── Records for this exercise

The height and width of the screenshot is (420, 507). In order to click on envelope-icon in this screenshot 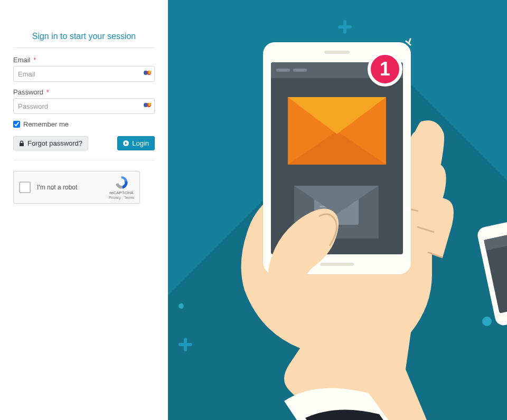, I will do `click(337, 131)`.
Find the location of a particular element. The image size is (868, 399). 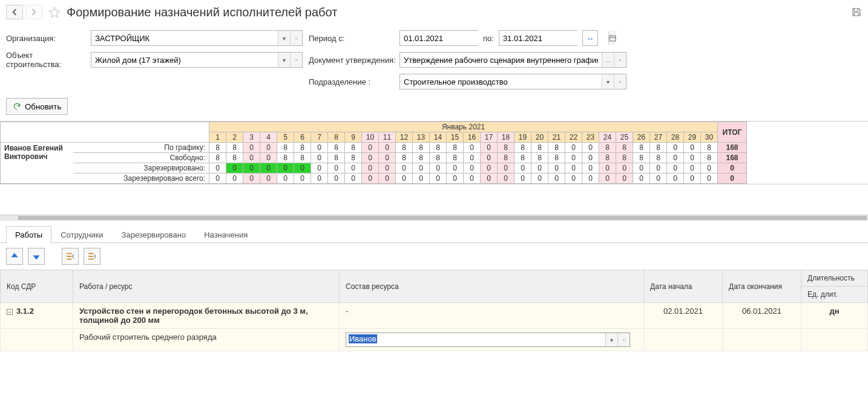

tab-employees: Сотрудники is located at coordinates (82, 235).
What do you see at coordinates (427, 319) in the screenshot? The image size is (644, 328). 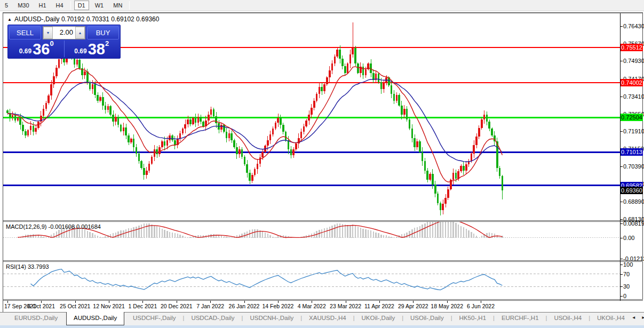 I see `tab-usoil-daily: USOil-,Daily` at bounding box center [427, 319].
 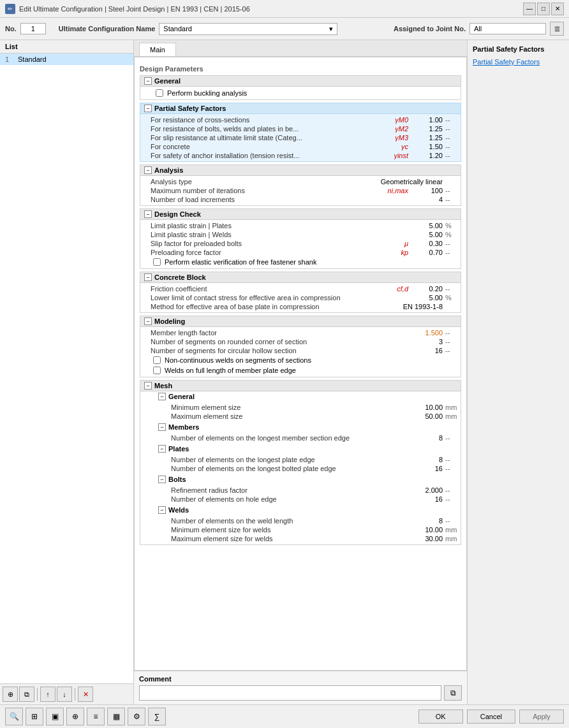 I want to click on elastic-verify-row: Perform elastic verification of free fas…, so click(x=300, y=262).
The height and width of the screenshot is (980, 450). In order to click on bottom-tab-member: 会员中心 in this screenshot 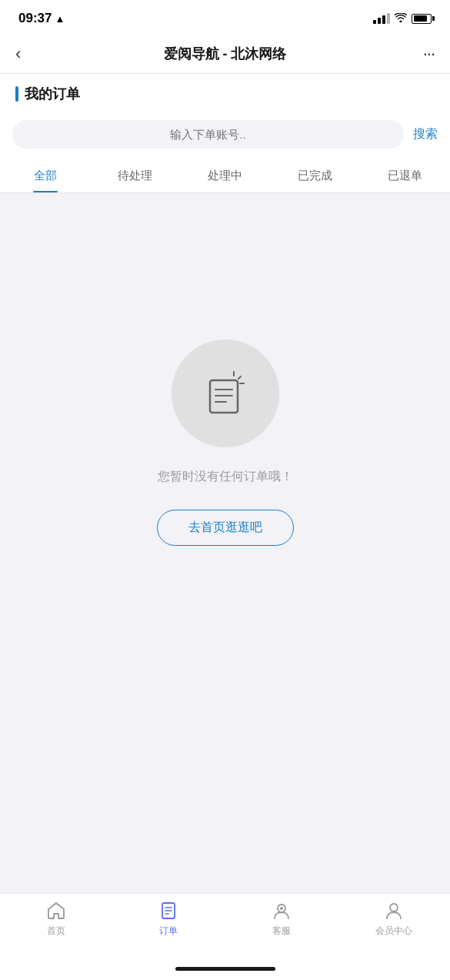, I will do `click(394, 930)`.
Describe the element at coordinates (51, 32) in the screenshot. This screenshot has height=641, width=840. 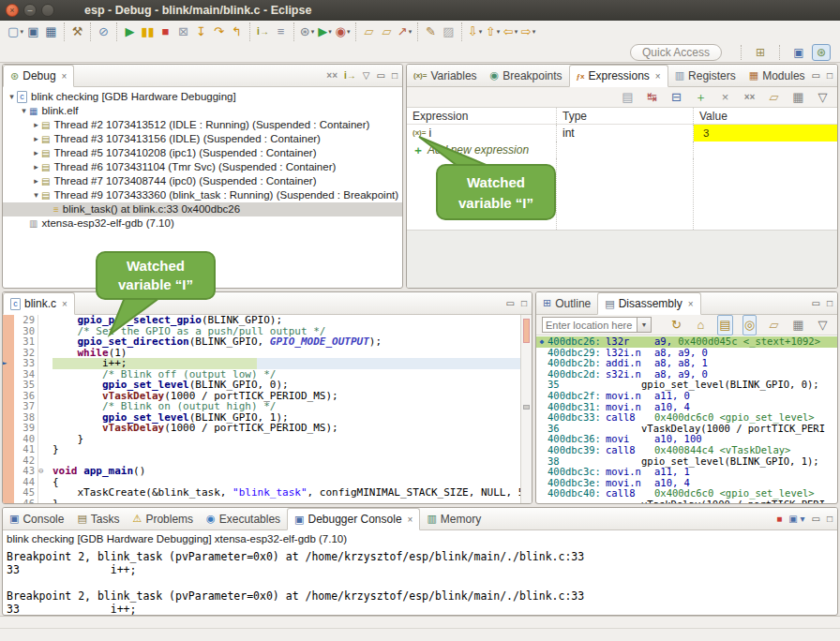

────
── Records for this exercise

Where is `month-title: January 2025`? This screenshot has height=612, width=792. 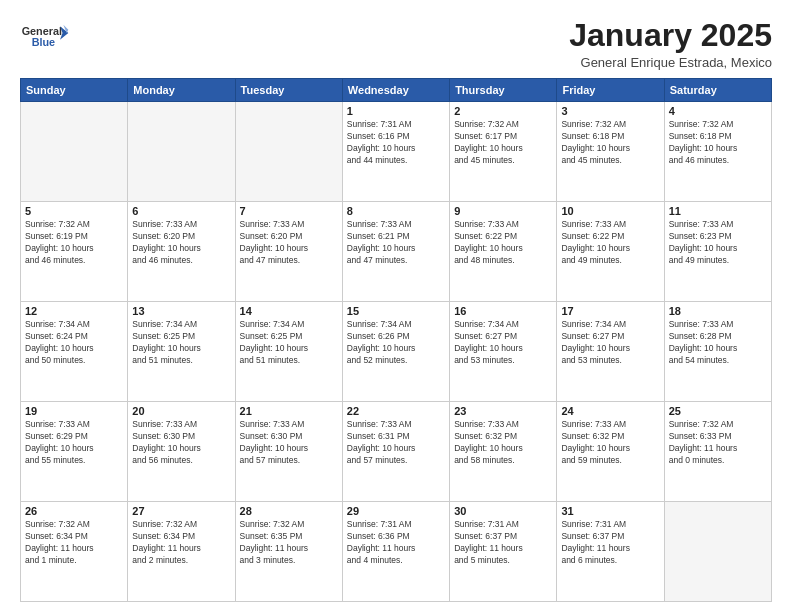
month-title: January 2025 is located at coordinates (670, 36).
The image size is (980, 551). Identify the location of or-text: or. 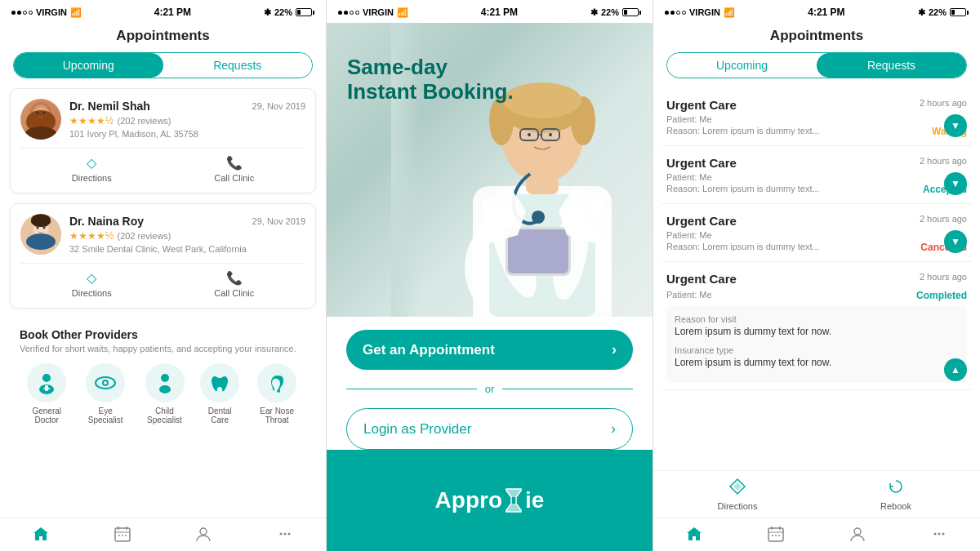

────
── Records for this exercise

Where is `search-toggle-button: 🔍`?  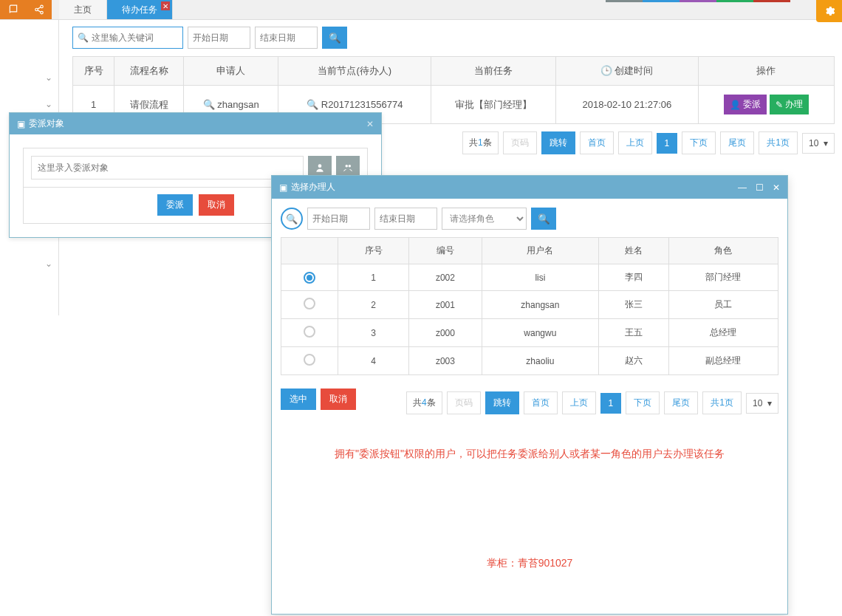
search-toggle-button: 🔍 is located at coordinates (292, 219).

────

▶ **Goal of the exercise**
Reproduce the lines above starting at the one with "has height=612, width=792." and ending at the one with "The image size is (980, 551).", both included, exactly and with no pictures.

▶ **Answer area**
Where is `month-title: January 2025`? This screenshot has height=612, width=792. 
month-title: January 2025 is located at coordinates (670, 36).
The image size is (980, 551). Identify the location of or-text: or. 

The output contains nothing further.